Biographie

KarenSchloss
Karen Schloss is an Assistant Professor at the University of Wisconsin – Madison in the Department of Psychology and Wisconsin Institute for Discovery – Living Environments Lab. She received her BA from Barnard College, Columbia University in 2005, with a major in Psychology and a minor in Architecture. She then conducted her graduate studies with Stephen Palmer at the University of California, Berkeley, where she received her PhD in Psychology in 2011. She continued working with Stephen Palmer as a postdoctoral scholar from 2011-2013. In 2013, Karen became an Assistant Professor of Research at Brown University in the Department of Cognitive, Linguistic, and Psychological Sciences.
At Brown, she formed her
Visual Perception and Cognition Lab, which investigates how colors influence the way people think, feel, and behave. Her research focuses on what determines people's aesthetic preferences for colors, how those preferences influence decision making, and how colors can be used to communicate meaning in information visualizations. Karen recently moved her lab to the University of Wisconsin – Madison (Summer 2016), where she will extend her research to understand how colors influence judgments and behavior in immersive virtual environments.

Abstract: Color-Emotion Associations: Not so Hue-Based as Previously Thought

Colors are powerful tools for communicating emotion. In film, art, and design, colors signal a wide variety of emotions, including happiness, sadness, and anger. Traditionally, the emotional associations of colors are discussed in terms of hue: e.g., yellow is happy, blue is sad, and red is angry. However, we present evidence that this hue-based account can be misleading and even erroneous, and argue that it has stood in the way of answering deeper questions concerning how color-emotion associations are formed and why they exist. The present study set out to determine whether there is a hue-based component to the happiness vs. sadness of colors, after controlling for chroma and lightness. It was motivated by two key components. First, color-emotion spaces (e.g., as determined through multidimensional scaling) are primarily structured according to the dimensions of saturation and lightness. Second, the most saturated (and most prototypical) yellow is brighter than the most saturated (and most prototypical) blue. In an effort to test saturated colors, studies on color emotion associations have typically confounded hue and lightness by testing lighter yellows and darker blues. Has yellow been shown to be happier than blue, merely because it was lighter? We addressed this question by having participants rate the happiness vs. sadness of 32 colors (8 hues x 2 lightness (L*) levels x 2 chroma (c*) levels).

Lightness dominated their judgments (82% variance explained). Within light colors, happiness was not modulated by yellowness-blueness, but within dark saturated colors, bluer colors were actually happier than yellower colors. A follow-up experiment using colors that were perceptually matched for saturation showed the same pattern. The results imply that in the pursuit of understanding color-happiness associations, we should ask why lighter color are happier, and asking why yellower colors are happier has been the wrong question.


◆ Exercise aim:
Among the entries below, find the lines with the word "prefix" and return them.

◆ Supplied data:
·····

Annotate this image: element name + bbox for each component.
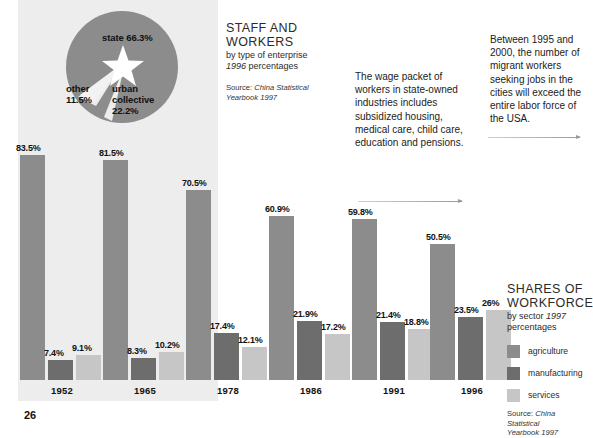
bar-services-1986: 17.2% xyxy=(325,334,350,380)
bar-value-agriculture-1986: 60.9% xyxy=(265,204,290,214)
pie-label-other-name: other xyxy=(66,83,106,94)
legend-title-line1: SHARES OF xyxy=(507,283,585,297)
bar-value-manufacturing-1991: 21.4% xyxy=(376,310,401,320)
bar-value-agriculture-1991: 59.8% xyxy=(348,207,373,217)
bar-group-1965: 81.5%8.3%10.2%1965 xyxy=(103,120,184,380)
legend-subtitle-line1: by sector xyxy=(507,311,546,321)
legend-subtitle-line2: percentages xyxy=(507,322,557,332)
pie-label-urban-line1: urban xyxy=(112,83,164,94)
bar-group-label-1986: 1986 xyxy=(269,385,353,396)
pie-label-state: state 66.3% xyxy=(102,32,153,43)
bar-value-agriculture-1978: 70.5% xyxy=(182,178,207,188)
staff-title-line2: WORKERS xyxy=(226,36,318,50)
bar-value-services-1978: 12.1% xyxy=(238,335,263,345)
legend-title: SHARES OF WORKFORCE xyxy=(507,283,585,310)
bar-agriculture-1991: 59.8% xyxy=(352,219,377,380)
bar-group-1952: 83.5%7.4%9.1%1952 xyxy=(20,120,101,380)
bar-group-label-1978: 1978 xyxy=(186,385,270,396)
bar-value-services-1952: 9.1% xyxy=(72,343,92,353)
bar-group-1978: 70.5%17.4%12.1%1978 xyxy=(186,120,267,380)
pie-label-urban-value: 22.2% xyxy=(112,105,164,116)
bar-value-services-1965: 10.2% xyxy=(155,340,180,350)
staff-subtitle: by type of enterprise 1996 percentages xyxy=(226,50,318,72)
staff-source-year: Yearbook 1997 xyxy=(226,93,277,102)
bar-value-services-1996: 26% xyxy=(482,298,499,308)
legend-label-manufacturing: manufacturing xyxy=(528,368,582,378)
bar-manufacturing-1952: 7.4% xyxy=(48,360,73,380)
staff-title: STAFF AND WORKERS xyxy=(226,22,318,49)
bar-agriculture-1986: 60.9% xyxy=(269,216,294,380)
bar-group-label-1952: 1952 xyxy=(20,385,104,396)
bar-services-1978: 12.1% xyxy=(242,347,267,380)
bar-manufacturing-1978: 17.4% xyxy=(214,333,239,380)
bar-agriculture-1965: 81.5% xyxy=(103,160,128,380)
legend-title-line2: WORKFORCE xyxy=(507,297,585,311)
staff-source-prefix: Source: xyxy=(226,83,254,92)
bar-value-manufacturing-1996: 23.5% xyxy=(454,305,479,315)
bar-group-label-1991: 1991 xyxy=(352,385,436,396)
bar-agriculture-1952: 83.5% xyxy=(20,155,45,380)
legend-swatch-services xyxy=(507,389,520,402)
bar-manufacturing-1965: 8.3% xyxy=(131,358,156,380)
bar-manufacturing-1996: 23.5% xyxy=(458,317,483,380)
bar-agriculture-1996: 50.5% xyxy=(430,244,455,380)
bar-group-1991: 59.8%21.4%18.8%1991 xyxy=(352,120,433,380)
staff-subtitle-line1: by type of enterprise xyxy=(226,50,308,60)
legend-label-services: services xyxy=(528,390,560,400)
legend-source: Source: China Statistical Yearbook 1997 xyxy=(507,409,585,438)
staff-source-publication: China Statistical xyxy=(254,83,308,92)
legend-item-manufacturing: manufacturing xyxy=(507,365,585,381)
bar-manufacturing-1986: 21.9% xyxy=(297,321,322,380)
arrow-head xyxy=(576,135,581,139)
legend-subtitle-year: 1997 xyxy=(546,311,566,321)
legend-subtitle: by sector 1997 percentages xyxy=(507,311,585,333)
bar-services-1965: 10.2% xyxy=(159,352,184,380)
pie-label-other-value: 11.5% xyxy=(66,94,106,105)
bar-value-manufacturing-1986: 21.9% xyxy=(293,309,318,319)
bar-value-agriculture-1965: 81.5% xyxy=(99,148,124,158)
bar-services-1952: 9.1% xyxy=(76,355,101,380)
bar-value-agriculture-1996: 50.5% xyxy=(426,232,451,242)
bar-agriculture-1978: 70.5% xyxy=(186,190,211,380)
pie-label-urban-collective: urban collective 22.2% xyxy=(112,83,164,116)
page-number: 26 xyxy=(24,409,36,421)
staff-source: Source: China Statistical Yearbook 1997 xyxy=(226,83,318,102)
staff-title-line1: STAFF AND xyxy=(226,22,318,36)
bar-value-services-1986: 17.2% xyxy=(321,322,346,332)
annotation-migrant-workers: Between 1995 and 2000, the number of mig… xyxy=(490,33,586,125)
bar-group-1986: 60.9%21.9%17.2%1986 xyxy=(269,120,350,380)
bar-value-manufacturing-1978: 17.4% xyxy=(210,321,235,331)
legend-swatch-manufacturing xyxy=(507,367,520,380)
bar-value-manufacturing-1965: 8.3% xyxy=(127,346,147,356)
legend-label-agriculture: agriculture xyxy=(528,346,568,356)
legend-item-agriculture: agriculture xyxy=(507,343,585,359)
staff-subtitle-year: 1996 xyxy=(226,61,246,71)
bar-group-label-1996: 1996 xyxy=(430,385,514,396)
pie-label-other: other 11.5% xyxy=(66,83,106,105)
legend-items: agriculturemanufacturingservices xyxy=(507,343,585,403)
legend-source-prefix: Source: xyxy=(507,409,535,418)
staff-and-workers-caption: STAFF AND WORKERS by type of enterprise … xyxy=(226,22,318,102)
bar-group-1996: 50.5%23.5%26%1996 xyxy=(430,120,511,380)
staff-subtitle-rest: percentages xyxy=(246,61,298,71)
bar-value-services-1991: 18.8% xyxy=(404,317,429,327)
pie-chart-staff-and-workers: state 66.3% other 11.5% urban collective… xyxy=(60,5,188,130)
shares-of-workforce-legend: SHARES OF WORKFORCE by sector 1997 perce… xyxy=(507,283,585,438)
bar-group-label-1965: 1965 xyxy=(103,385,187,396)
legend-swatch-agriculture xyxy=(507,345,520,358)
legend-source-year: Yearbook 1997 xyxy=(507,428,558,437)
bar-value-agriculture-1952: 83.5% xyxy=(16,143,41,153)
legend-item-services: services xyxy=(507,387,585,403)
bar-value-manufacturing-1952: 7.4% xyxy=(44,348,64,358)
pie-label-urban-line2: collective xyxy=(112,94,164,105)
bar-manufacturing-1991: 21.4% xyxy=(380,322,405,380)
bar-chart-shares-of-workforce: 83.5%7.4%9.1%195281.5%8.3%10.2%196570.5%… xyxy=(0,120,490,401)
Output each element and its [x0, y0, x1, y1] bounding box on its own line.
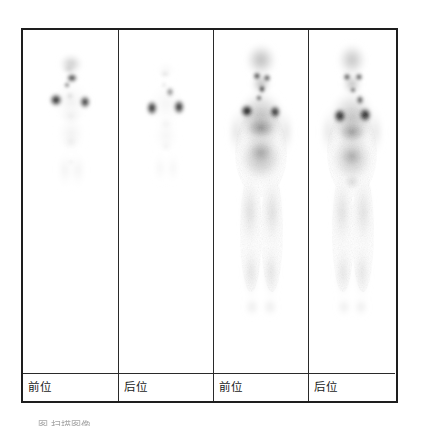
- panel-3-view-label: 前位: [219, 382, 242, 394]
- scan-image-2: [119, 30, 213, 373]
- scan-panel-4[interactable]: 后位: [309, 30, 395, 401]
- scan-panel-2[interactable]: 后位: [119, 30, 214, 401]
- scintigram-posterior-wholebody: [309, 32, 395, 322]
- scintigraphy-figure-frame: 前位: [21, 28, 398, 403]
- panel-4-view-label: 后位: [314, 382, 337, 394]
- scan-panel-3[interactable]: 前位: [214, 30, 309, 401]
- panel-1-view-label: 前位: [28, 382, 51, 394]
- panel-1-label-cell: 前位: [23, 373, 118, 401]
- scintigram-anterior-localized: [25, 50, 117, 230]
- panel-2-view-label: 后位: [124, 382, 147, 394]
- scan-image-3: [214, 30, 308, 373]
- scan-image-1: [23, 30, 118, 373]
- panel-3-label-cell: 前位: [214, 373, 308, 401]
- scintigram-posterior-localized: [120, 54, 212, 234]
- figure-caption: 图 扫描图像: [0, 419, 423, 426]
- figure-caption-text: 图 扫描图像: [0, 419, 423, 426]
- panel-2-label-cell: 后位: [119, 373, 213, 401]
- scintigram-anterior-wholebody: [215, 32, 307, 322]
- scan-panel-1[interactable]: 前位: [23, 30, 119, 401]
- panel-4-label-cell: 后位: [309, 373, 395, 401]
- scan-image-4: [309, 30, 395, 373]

·····

◆ Result of the task:
staff-source-prefix: Source: xyxy=(226,83,254,92)
legend-source-prefix: Source: xyxy=(507,409,535,418)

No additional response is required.